Harpers first test of his new house of ideology

The reformatories will be reintroducing their ideological crime bill to eliminate the faint hope clause for convicted murderers via the Senate.


Of course we have no idea of how many murderers there are and how many receive early paroles and of those how many are not truly rehabilitated which is one of the purposes of the faint hope clause. Those would be considered facts and facts play a small part with a government that operates on ideology.

This is the second time for this crime bill, with the first dying with Harper's second prorogation (the one we seemed to get upset about), however it is the first bill that Harper will be introducing via his newly seeded senate.


Critics believe that the bill should be rejected on merit. The faint hope clause serves a purpose that increases the desire to rehabilitate. Without it our prisons become less safe and fewer individuals turn their lives around. In fact it produces more hardened criminals when the are finally released. But again that is just the theory of critics as we have no facts.

However the bill should be rejected because Harper is bypassing our elected representatives. It is further abuse of our parliamentary democracy.

Law and order must be polling well for the reformatories and this bill may be designed to demonstrate that the obstructionist opposition is weak on crime and further justify Harper's need for a majority. It will at least be a test for his new hand picked senate.

Hopefully there remains enough sober thought in the senate to get some of the facts on the table before the new members pass the bill, as they have been instructed. At least our elected members of parliament will then have some basis to reject it for what I tend to believe it is, radical right wing bull shit.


DIRECTIONS:
Please repeat every entry exactly as written, but skip the pictures.

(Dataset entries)
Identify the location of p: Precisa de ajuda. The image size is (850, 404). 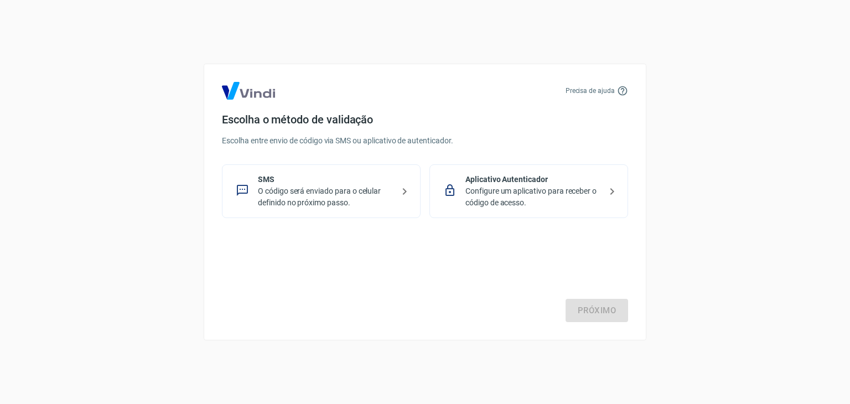
(590, 91).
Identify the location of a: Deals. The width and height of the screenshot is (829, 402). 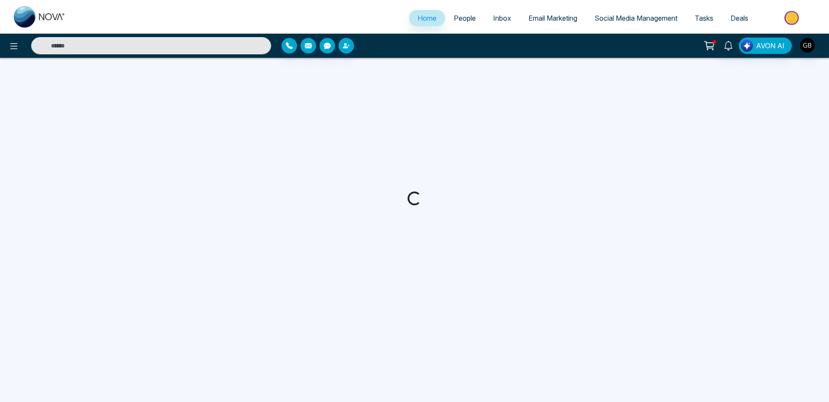
(739, 18).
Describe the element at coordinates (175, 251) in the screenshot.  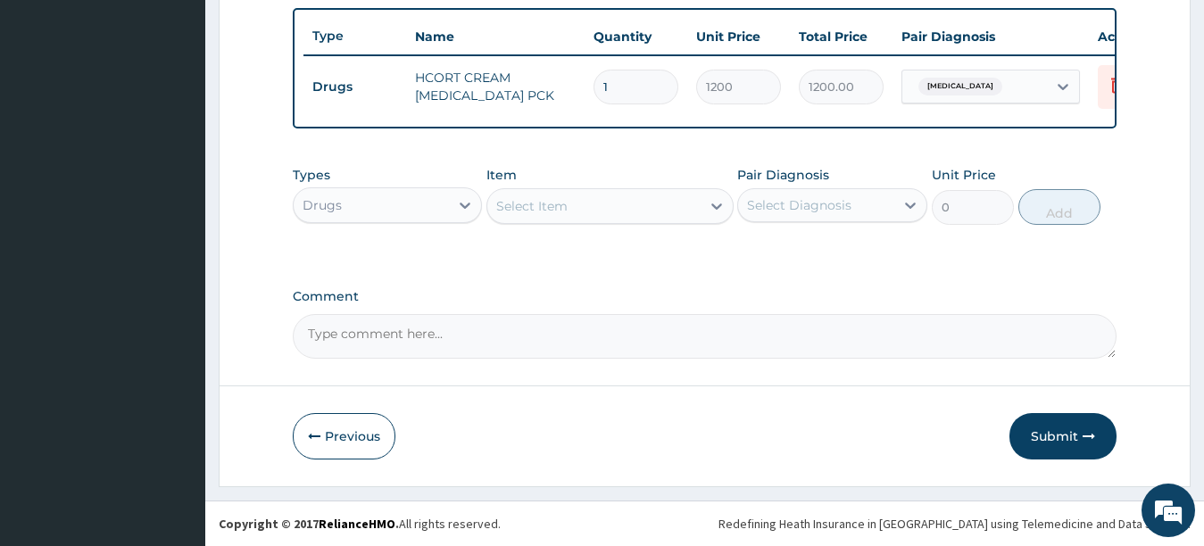
I see `span: We're online!` at that location.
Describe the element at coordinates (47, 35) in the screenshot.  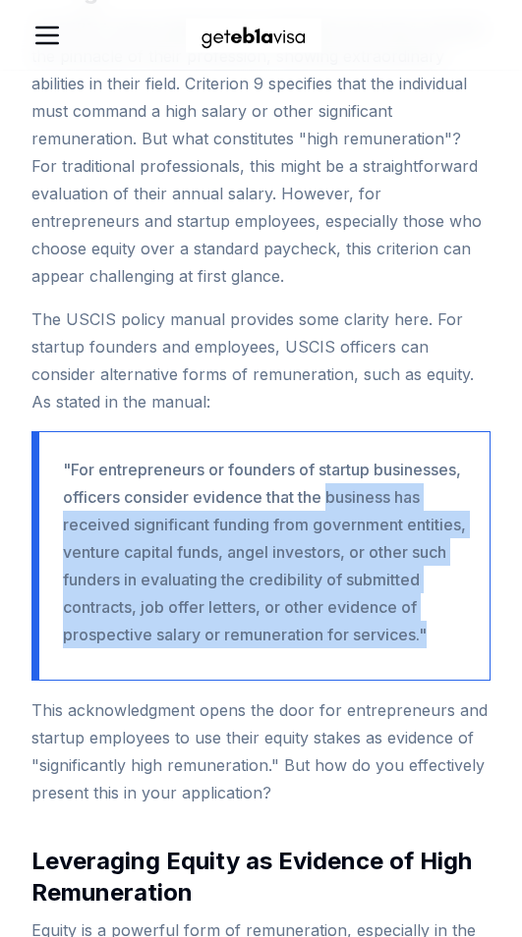
I see `button: Open Menu` at that location.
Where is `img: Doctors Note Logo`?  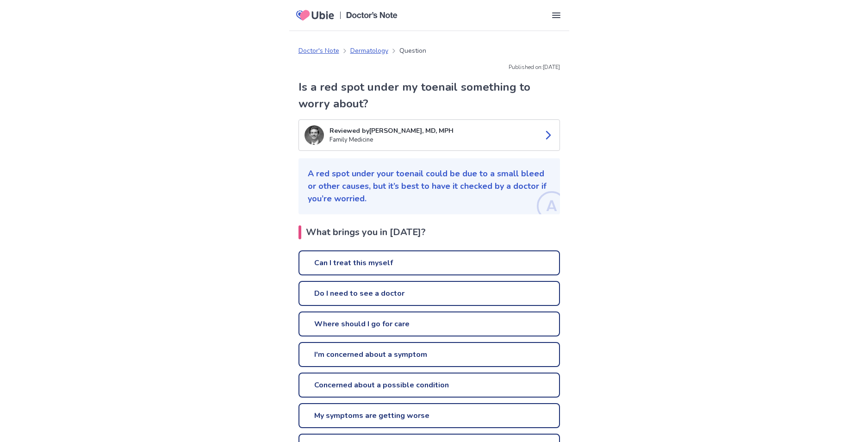
img: Doctors Note Logo is located at coordinates (371, 15).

RESPONSE BOX:
Identify the location of p: Precisa de ajuda. The image size is (850, 404). 
(590, 91).
Identify the location of a: Deals. The width and height of the screenshot is (829, 402). 
(739, 18).
Describe the element at coordinates (175, 251) in the screenshot.  
I see `span: We're online!` at that location.
Describe the element at coordinates (47, 35) in the screenshot.  
I see `button: Open Menu` at that location.
Where is `img: Doctors Note Logo`?  
img: Doctors Note Logo is located at coordinates (371, 15).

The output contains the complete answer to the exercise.